Saturday, June 01, 2013

What pedestrians and cyclists can do while we wait for the end of human drivers

After 40 years of biking with cars, and almost as long driving with them, I cannot avoid the obvious.

Humans cannot drive cars safely around anything smaller than a Honda Civic.

This is not a matter of rules or training. We could make violation of the three foot passing rule a capital crime and cars would still pass too close to pedestrians and cyclists. Even without benefit of age, smartphones or alcohol human drivers will signal left and go straight, open driver side doors into oncoming bicyclists, and do rolling stops through pedestrians. Human drivers will continue to not see motorcycles, pedestrians, or bikes.

Our evolutionary history didn't prepare us for the job of driving cars. Non-armored road travelers need the Google driverless car; within a few years of its affordable introduction friends won't left friends drive. Shortly thereafter human drivers will become uninsurable. (Shortly after that humans may lose the right to vote, but that's another post :-).

Alas, fully autonomous cars are probably twenty to thirty years away -- changes on this scale take much longer than enthusiasts imagine. Happily, we don't have to wait that long. Both Volvo and Volkswagen are developing pedestrian and bicycle avoidance systems. We need to make these mandatory in cars sold after 2018. In the same time period smartphones can be broadcasting increasingly precise location information to nearby vehicles, augmenting visual detection systems.

We should accelerate the effective Dutch-inspired trend of segregating bicycles from cars. We should continue to study bicycle and pedestrian accidents in detail and apply lessons learned. We should get blinking red lights on the backs of all bicycles, and the unarmored would be wise to wear eye searing colors. Some sting operations or video monitors to enforce Minnesota's largely ignored and often unknown crosswalk laws would not be amiss.

There's a lot we can do while we wait to celebrate the end of the human driver.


# [How to complete this task]
Report only the number of lines that contain the string "havens" in the records below.

# [Raw data]
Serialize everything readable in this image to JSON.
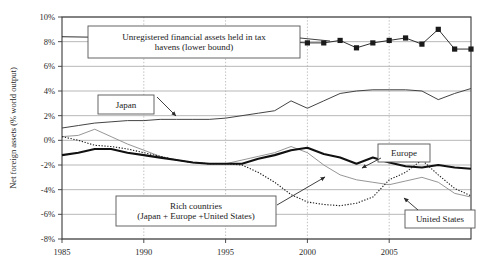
{
  "chart_data": {
    "type": "line",
    "title": "",
    "xlabel": "",
    "ylabel": "Net foreign assets (% world output)",
    "xlim": [
      1985,
      2010
    ],
    "ylim": [
      -8,
      10
    ],
    "xticks": [
      "1985",
      "1990",
      "1995",
      "2000",
      "2005"
    ],
    "xtick_values": [
      1985,
      1990,
      1995,
      2000,
      2005
    ],
    "yticks": [
      "10%",
      "8%",
      "6%",
      "4%",
      "2%",
      "0%",
      "-2%",
      "-4%",
      "-6%",
      "-8%"
    ],
    "ytick_values": [
      10,
      8,
      6,
      4,
      2,
      0,
      -2,
      -4,
      -6,
      -8
    ],
    "grid": "horizontal solid gray, vertical dotted gray",
    "legend_position": "inline annotation boxes with arrows",
    "series": [
      {
        "name": "Unregistered financial assets held in tax havens (lower bound)",
        "style": "thin line with filled square markers",
        "x": [
          1985,
          1990,
          1995,
          2000,
          2001,
          2002,
          2003,
          2004,
          2005,
          2006,
          2007,
          2008,
          2009,
          2010
        ],
        "values": [
          8.4,
          8.3,
          8.2,
          7.9,
          7.9,
          8.1,
          7.5,
          7.9,
          8.1,
          8.3,
          7.8,
          9.0,
          7.4,
          7.4
        ]
      },
      {
        "name": "Japan",
        "style": "thin solid line",
        "x": [
          1985,
          1986,
          1987,
          1988,
          1989,
          1990,
          1991,
          1992,
          1993,
          1994,
          1995,
          1996,
          1997,
          1998,
          1999,
          2000,
          2001,
          2002,
          2003,
          2004,
          2005,
          2006,
          2007,
          2008,
          2009,
          2010
        ],
        "values": [
          1.0,
          1.2,
          1.4,
          1.5,
          1.6,
          1.6,
          1.7,
          1.7,
          1.7,
          1.7,
          1.8,
          2.0,
          2.2,
          2.4,
          3.2,
          2.6,
          3.2,
          3.8,
          4.0,
          4.1,
          4.1,
          4.1,
          4.0,
          3.3,
          3.8,
          4.2
        ]
      },
      {
        "name": "Europe",
        "style": "thick solid black line",
        "x": [
          1985,
          1986,
          1987,
          1988,
          1989,
          1990,
          1991,
          1992,
          1993,
          1994,
          1995,
          1996,
          1997,
          1998,
          1999,
          2000,
          2001,
          2002,
          2003,
          2004,
          2005,
          2006,
          2007,
          2008,
          2009,
          2010
        ],
        "values": [
          -1.2,
          -1.0,
          -0.7,
          -0.7,
          -1.0,
          -1.2,
          -1.4,
          -1.6,
          -1.8,
          -1.9,
          -1.9,
          -1.9,
          -1.5,
          -1.2,
          -0.8,
          -0.6,
          -1.1,
          -1.4,
          -1.9,
          -1.4,
          -1.8,
          -2.1,
          -2.2,
          -2.0,
          -2.2,
          -2.3
        ]
      },
      {
        "name": "United States",
        "style": "dotted line",
        "x": [
          1985,
          1986,
          1987,
          1988,
          1989,
          1990,
          1991,
          1992,
          1993,
          1994,
          1995,
          1996,
          1997,
          1998,
          1999,
          2000,
          2001,
          2002,
          2003,
          2004,
          2005,
          2006,
          2007,
          2008,
          2009,
          2010
        ],
        "values": [
          0.3,
          0.0,
          -0.4,
          -0.5,
          -0.7,
          -1.0,
          -1.3,
          -1.6,
          -1.8,
          -1.9,
          -1.9,
          -2.0,
          -2.6,
          -3.4,
          -4.4,
          -5.0,
          -5.2,
          -5.3,
          -5.1,
          -4.6,
          -3.2,
          -2.6,
          -1.6,
          -2.8,
          -3.9,
          -4.5
        ]
      },
      {
        "name": "Rich countries (Japan + Europe + United States)",
        "style": "thin gray line",
        "x": [
          1985,
          1986,
          1987,
          1988,
          1989,
          1990,
          1991,
          1992,
          1993,
          1994,
          1995,
          1996,
          1997,
          1998,
          1999,
          2000,
          2001,
          2002,
          2003,
          2004,
          2005,
          2006,
          2007,
          2008,
          2009,
          2010
        ],
        "values": [
          0.3,
          0.4,
          0.9,
          0.3,
          -0.3,
          -0.8,
          -1.3,
          -1.6,
          -1.8,
          -1.9,
          -1.9,
          -1.6,
          -1.3,
          -1.0,
          -0.5,
          -1.0,
          -2.0,
          -2.8,
          -3.2,
          -3.4,
          -3.6,
          -3.3,
          -3.0,
          -3.4,
          -4.3,
          -4.6
        ]
      }
    ],
    "annotations": [
      {
        "id": "tax-havens",
        "line1": "Unregistered financial assets held in tax",
        "line2": "havens (lower bound)"
      },
      {
        "id": "japan",
        "line1": "Japan",
        "line2": ""
      },
      {
        "id": "rich-countries",
        "line1": "Rich countries",
        "line2": "(Japan + Europe +United States)"
      },
      {
        "id": "europe",
        "line1": "Europe",
        "line2": ""
      },
      {
        "id": "united-states",
        "line1": "United States",
        "line2": ""
      }
    ],
    "colors": {
      "axis": "#3a3a3a",
      "grid_solid": "#9a9a9a",
      "grid_dotted": "#b0b0b0",
      "europe_line": "#111111",
      "japan_line": "#3a3a3a",
      "us_line": "#1a1a1a",
      "rich_line": "#8a8a8a",
      "tax_haven_line": "#1a1a1a",
      "box_border": "#555555",
      "background": "#ffffff"
    }
  }
}
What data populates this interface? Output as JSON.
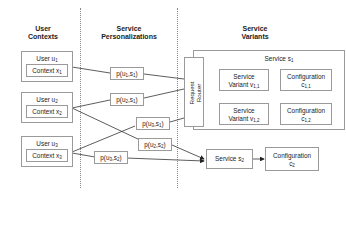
{
  "headers": {
    "user_contexts": [
      "User",
      "Contexts"
    ],
    "service_personalizations": [
      "Service",
      "Personalizations"
    ],
    "service_variants": [
      "Service",
      "Variants"
    ]
  },
  "users": [
    {
      "user": "User u",
      "user_sub": "1",
      "context": "Context x",
      "context_sub": "1"
    },
    {
      "user": "User u",
      "user_sub": "2",
      "context": "Context x",
      "context_sub": "2"
    },
    {
      "user": "User u",
      "user_sub": "3",
      "context": "Context x",
      "context_sub": "3"
    }
  ],
  "personalizations": [
    {
      "label": "p(u",
      "a": "1",
      "b": "1"
    },
    {
      "label": "p(u",
      "a": "2",
      "b": "1"
    },
    {
      "label": "p(u",
      "a": "3",
      "b": "1"
    },
    {
      "label": "p(u",
      "a": "2",
      "b": "2"
    },
    {
      "label": "p(u",
      "a": "3",
      "b": "2"
    }
  ],
  "router": {
    "line1": "Request",
    "line2": "Router"
  },
  "service1": {
    "title": "Service s",
    "title_sub": "1",
    "variants": [
      {
        "line1": "Service",
        "line2": "Variant v",
        "sub": "1,1",
        "config_line1": "Configuration",
        "config_line2": "c",
        "config_sub": "1,1"
      },
      {
        "line1": "Service",
        "line2": "Variant v",
        "sub": "1,2",
        "config_line1": "Configuration",
        "config_line2": "c",
        "config_sub": "1,2"
      }
    ]
  },
  "service2": {
    "title": "Service s",
    "title_sub": "2",
    "config_line1": "Configuration",
    "config_line2": "c",
    "config_sub": "2"
  },
  "colors": {
    "border": "#9a9a9a",
    "line": "#333333",
    "text": "#222222"
  }
}
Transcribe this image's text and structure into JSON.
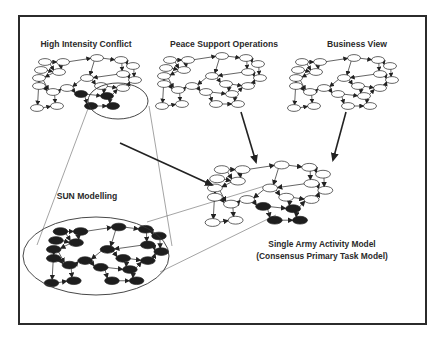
{
  "diagram": {
    "frame": {
      "x": 19,
      "y": 16,
      "w": 407,
      "h": 308,
      "stroke": "#2b2b2b"
    },
    "colors": {
      "node_fill": "#ffffff",
      "node_dark": "#1e1e1e",
      "edge": "#222222",
      "thin_line": "#555555"
    },
    "labels": {
      "high_intensity_conflict": "High Intensity Conflict",
      "peace_support_operations": "Peace Support Operations",
      "business_view": "Business View",
      "sun_modelling": "SUN Modelling",
      "single_army_line1": "Single Army Activity Model",
      "single_army_line2": "(Consensus Primary Task Model)"
    },
    "graphs": [
      {
        "id": "high-intensity-conflict-graph",
        "x": 33,
        "y": 58,
        "scale": 1.0,
        "dark_nodes": [
          13,
          14,
          15,
          16
        ]
      },
      {
        "id": "peace-support-operations-graph",
        "x": 158,
        "y": 56,
        "scale": 1.0,
        "dark_nodes": []
      },
      {
        "id": "business-view-graph",
        "x": 290,
        "y": 58,
        "scale": 1.0,
        "dark_nodes": []
      },
      {
        "id": "single-army-activity-model-graph",
        "x": 208,
        "y": 165,
        "scale": 1.15,
        "dark_nodes": [
          13,
          14,
          15,
          16
        ]
      },
      {
        "id": "sun-modelling-zoomed-graph",
        "x": 47,
        "y": 227,
        "scale": 1.12,
        "dark_nodes": "all"
      }
    ],
    "callout_small_ellipse": {
      "cx": 118,
      "cy": 101,
      "rx": 30,
      "ry": 18
    },
    "callout_large_ellipse": {
      "cx": 96,
      "cy": 256,
      "rx": 73,
      "ry": 39
    },
    "arrows": [
      {
        "id": "hic-to-sun-arrow",
        "x1": 120,
        "y1": 143,
        "x2": 212,
        "y2": 185
      },
      {
        "id": "pso-to-model-arrow",
        "x1": 241,
        "y1": 112,
        "x2": 256,
        "y2": 162
      },
      {
        "id": "business-to-model-arrow",
        "x1": 346,
        "y1": 112,
        "x2": 333,
        "y2": 160
      }
    ]
  }
}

# [Answer space]
3